The whimsical mix of avant-garde pop and playful electronic listening music should not be confused with it being frivolous or lightweight, however, as McIlwain’s ingenious, hyper-modern sound design and arrangements are still present in spades.
It’s been four years since Jeff McIlwain’s last album The Waiting Room, but the long overdue appointment has finally been met with his latest for Ghostly International. Like its predecessors, Sensorimotor contains his typically quirky mix of spliced and treated vocal tracks, instrumental interludes and interconnecting pieces, but where The Waiting Room took Lusine in a warm, club-friendly direction, this feels a little more varied and experimental.
The whimsical mix of avant-garde pop and playful electronic listening music should not be confused with it being frivolous or lightweight, however, as McIlwain’s ingenious, hyper-modern sound design and arrangements are still present in spades.

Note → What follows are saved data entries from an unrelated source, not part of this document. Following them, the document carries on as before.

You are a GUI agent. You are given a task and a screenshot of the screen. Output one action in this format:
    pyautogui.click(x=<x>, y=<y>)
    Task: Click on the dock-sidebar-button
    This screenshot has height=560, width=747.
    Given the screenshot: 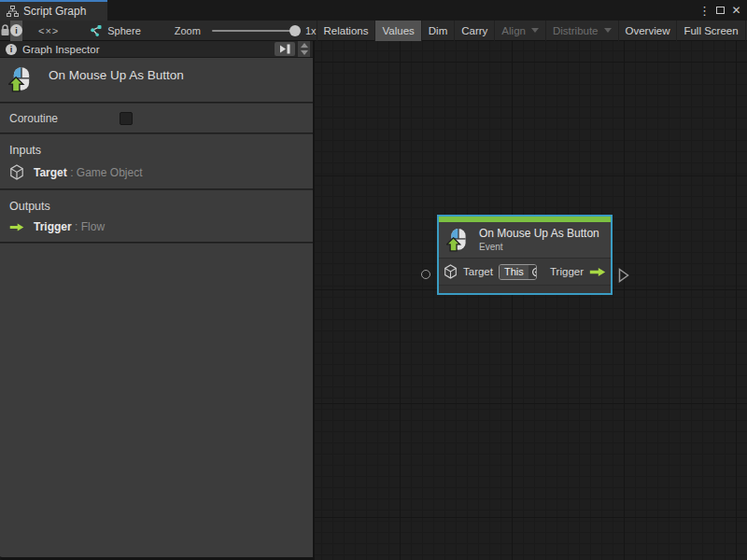 What is the action you would take?
    pyautogui.click(x=285, y=49)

There’s a keen focus on juxtaposition, for example, heard in the child-like music-box tinkle of “Canopy” that is then subsumed in dub-step aggressive, hyper-filtered synths.
Unfortunately this mix doesn’t always work as well as it should this time around, and it’s often down to an element that’s usually sensitively treated by McIlwain – the vocals. Like the ill-advised cover version of Electronic’s “Get The Message” on The Waiting Room, the heavy filtering of Jeff and Sarah McIlwain’s on “Ticking Hands” don’t do enough to counteract the negative impact their rather trad vocal delivery has on the meticulously produced underlying musical elements.

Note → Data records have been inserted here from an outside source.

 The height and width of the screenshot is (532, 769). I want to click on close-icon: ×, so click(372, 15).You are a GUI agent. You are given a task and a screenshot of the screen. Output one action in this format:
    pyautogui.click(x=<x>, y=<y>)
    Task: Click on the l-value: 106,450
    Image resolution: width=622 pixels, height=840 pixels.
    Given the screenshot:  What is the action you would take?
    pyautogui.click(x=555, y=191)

Nor are the melodies quite as strong on Sensorimotor either, as heard on the rather hollow “Just A Cloud” featuring long-time collaborator Vilja Larjosto on vocals, but when both they and the vocal treatments do work, they absolutely soar. Take an album highlight like “Witness” as an example. Benoit Pioulard at first croons over the pulsing synths and crackles and then gets fed to the arpeggio gods as his voice is chopped to pieces in a dizzying flurry of indecipherable intonations and jingling bells.
Contrary to previous efforts it’s largely the instrumental pieces on Sensorimotor that stand out. “The Level” bubbles, clatters bounces along with an elasticated, Plaid-like spring in its step, but the album finally hits its stride in the final three tracks. The motorik, toe-tapping beats in the slow-burning builder “Flyway” are insistent and propulsive, its success aptly coined by McIlwain’s reference to the hypnotic patterns through which birds are able to so fluidly move in flocks.
The sudden and visceral intrusion of the grimy, monochrome Radiophonic Workshop growl of “Tropopause”‘s maximal ambience is the one track that feels like it could have inspired that otherwise inexplicably out of place sleeve artwork, and Sensorimotor then culminates in the movie chase-scene grandiosity of “The Lift.”
Sensorimotor is available on Ghostly International.